6.  The Galloway Factor (ii). It is easy (and right) to dismiss what Galloway has become: a rabble-rouser with little or no care for the consequences. But to heap all blame on Galloway would be a mistake. Labour is treating its metropolitan-university town voters and Red Wall voters as polar opposites, and imagining the Labour vote to be homogenous in each. Palestine proved this is not the case, and it absolutely isn’t the only issue that can cause this sort of cleavage.

7. In Hartlepool and Amersham the Northern Independence and Breakthrough parties received less than risible numbers of votes. In Batley, Galloway, standing for his Workers Party, did a whole lot better, but does anybody seriously suggest anybody but him could reproduce such a result elsewhere? All three of these parties have been set up for those exiting Starmer’s Labour to go elsewhere. The first two have proven forlorn failures; as for Galloway’s, anybody considering this a move left, good luck with that. Transforming Labourism was never going to be easy, and always a long haul. The only way to achieve that aim is in, and against.    
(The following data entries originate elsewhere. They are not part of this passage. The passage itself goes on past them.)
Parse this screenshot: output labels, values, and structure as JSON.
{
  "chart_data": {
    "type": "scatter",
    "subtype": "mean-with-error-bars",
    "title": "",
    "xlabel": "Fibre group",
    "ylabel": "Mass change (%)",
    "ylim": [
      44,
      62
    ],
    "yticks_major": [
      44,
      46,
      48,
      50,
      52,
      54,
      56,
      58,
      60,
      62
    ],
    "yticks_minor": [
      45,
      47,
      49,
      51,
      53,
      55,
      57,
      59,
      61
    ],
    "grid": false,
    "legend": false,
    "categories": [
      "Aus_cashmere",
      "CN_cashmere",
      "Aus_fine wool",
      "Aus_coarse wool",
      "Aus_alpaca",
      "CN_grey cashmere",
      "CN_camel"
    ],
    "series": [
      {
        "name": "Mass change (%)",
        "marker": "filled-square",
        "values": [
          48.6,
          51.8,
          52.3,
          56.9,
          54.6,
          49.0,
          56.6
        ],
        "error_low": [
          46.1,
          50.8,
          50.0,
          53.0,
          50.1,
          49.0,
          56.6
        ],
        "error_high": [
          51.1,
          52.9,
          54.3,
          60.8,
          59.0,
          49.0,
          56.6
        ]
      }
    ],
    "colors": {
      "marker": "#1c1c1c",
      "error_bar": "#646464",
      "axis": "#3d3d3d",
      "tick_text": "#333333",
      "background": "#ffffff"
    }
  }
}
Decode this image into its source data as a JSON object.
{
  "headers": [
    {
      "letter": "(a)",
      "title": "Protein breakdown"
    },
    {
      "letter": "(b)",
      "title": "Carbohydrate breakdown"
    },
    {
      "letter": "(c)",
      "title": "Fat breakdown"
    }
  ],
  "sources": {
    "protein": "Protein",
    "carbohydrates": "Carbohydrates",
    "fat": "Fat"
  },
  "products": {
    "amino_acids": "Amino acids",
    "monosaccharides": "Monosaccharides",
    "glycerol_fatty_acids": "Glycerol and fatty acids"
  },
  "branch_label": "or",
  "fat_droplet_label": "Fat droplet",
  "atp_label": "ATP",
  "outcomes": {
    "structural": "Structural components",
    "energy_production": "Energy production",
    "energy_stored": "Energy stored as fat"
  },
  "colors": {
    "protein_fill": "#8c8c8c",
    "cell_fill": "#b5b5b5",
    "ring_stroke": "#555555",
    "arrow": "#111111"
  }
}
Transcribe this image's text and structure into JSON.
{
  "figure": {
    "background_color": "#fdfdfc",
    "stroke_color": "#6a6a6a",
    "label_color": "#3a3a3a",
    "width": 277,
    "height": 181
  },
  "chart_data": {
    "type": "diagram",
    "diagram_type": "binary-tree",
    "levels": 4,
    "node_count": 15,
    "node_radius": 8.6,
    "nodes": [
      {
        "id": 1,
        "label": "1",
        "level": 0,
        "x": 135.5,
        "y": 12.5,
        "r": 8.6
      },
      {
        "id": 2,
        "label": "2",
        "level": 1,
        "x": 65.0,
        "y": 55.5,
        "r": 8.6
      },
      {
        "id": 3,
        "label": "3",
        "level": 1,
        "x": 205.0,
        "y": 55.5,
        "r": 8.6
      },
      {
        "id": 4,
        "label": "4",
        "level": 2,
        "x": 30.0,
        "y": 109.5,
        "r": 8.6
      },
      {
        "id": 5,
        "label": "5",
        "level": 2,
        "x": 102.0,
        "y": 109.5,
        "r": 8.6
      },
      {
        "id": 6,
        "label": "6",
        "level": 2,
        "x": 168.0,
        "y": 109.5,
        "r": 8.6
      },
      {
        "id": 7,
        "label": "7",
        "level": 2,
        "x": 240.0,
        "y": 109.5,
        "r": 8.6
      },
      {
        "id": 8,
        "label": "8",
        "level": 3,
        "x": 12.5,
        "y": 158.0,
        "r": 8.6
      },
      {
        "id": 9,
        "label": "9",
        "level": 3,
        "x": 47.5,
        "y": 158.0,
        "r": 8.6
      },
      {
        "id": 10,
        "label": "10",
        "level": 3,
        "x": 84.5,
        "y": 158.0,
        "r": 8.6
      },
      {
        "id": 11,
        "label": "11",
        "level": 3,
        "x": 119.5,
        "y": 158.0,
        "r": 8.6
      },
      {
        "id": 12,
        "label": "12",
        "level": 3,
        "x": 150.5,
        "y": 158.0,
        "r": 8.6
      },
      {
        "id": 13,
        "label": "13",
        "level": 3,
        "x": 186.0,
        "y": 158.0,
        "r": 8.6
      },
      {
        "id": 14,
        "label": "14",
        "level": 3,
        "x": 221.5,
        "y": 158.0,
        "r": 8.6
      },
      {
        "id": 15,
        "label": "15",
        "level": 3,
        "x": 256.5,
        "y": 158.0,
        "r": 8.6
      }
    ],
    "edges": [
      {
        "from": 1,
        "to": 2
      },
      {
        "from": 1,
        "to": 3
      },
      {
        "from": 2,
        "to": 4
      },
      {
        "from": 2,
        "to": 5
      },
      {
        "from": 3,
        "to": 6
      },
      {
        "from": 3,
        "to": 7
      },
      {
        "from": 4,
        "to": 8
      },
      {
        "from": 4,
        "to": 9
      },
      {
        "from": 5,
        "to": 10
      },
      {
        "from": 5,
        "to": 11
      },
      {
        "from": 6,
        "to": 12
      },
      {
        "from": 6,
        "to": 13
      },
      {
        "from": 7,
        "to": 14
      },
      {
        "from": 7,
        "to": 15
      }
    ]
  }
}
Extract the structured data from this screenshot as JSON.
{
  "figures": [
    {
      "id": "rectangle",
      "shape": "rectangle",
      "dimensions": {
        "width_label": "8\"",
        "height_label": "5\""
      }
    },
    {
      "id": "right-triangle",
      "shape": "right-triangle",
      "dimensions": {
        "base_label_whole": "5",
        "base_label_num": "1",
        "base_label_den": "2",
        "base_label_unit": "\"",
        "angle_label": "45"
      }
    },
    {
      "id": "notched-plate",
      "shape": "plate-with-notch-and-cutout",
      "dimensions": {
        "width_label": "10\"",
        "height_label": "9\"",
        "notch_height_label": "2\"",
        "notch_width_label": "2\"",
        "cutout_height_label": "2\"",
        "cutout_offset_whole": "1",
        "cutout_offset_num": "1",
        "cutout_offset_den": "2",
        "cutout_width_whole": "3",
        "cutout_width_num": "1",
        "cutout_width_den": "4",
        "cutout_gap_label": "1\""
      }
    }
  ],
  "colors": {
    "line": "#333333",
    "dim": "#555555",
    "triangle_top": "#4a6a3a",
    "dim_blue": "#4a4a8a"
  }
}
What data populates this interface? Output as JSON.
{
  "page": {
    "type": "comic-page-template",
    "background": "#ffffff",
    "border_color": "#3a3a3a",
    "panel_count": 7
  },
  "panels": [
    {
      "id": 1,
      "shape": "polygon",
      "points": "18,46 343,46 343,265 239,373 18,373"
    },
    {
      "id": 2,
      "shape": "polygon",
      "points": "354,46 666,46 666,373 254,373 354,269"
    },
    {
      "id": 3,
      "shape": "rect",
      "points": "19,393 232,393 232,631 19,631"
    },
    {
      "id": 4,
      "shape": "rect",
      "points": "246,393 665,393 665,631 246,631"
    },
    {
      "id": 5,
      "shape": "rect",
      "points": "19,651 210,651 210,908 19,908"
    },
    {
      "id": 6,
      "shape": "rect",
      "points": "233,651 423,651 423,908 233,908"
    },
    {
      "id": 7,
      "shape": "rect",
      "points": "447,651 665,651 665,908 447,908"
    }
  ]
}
8. Without a huge ground war Labour wouldn’t have won in Batley. The low turnout (47% compared to 66% in ’19, or 37,786 compared to 52,927), much as it is regrettable, probably helped Labour. Its core vote held firm by enough of a margin to secure the slimmest of victories. But turnout will be much higher at a General Election, and there won’t be the army of Labour MPs acting as full-time campaigners for days on end, or local CLPs bussing in volunteers. Kim Leadbeater was clearly an outstanding, local, community-campaigning candidate. This is what the entire Labour Party needs to rebuild as – everywhere, but particularly in the Red Walls seats. Labour needs to be rooted in locality, community campaigning-focused, not just at elections, but year-round.  With an ever-decreasing membership and deep factional infighting within that membership, this is no easy prospect.   

9. During the Corbyn years, there was much talk of Labour’s ‘existential crisis’. Not Remainy enough for some, too Remainy for others. But Brexit was the symptom, not the cause, of a fracture in previously loyal voter blocs. The ‘Red Wall’ and ‘Blue Wall’  are shorthand for this.  Labour first took Batley in the ’97 landslide with 49%. By 2010 this had fallen to 41% – not as bad a fall as elsewhere, but still a fall.  In 2017 (the election that never gets mentioned), this had soared to 55% and Labour’s majority doubled to 8,961 – both a big improvement on ’97.  Then in 2019, the election that always gets mentioned, Labour was back to 42%, the increased majority halved too. Now Labour is on an all-time low of 35%. The lesson of ’17 in 2021? A bold, radical, economic policy message will attract both socially-conservative ex-Labour voters who will stomach a bit of identity politics in return, and socially-liberal (about-to-be if not already ex-Labour) voters who will stomach some wrapping in the flag in return. What Labour needs is neither a factional fight, nor Westminster-bubble leadership speculation, but a message and messaging that can deliver this. Without that, those precious 323 votes in Batley will be worthless. 

10.  Such a message and messaging is vital for any sort of Labour recovery, yet the harsh reality is that Batley and Spen has hardly changed anything – except silencing the leadership gossip, for now. Scotland lost for Labour and zilch recovery in the May Scottish Parliamentary elections, the Lib-Dems threatening Blue Wall gains in the South East, and a Green surge: none of this has changed. A scarcely-mentioned fact is that there was no Green Party candidate in Batley. This was no electoral pact – he was withdrawn at the last minute because of comments he’d made on social media. If the Greens had stood they would almost certainly have got more than enough votes to deprive Labour of their narrowest of wins and the Tories would be celebrating instead.  The message from Batley, Amersham, the 6 May locals and Scotland? Labour cannot win alone. Until it grasps this salient fact, defeat remains almost certain.     

Mark Perryman is the political education officer of Lewes CLP. His latest book, Corbynism from Below, is available here.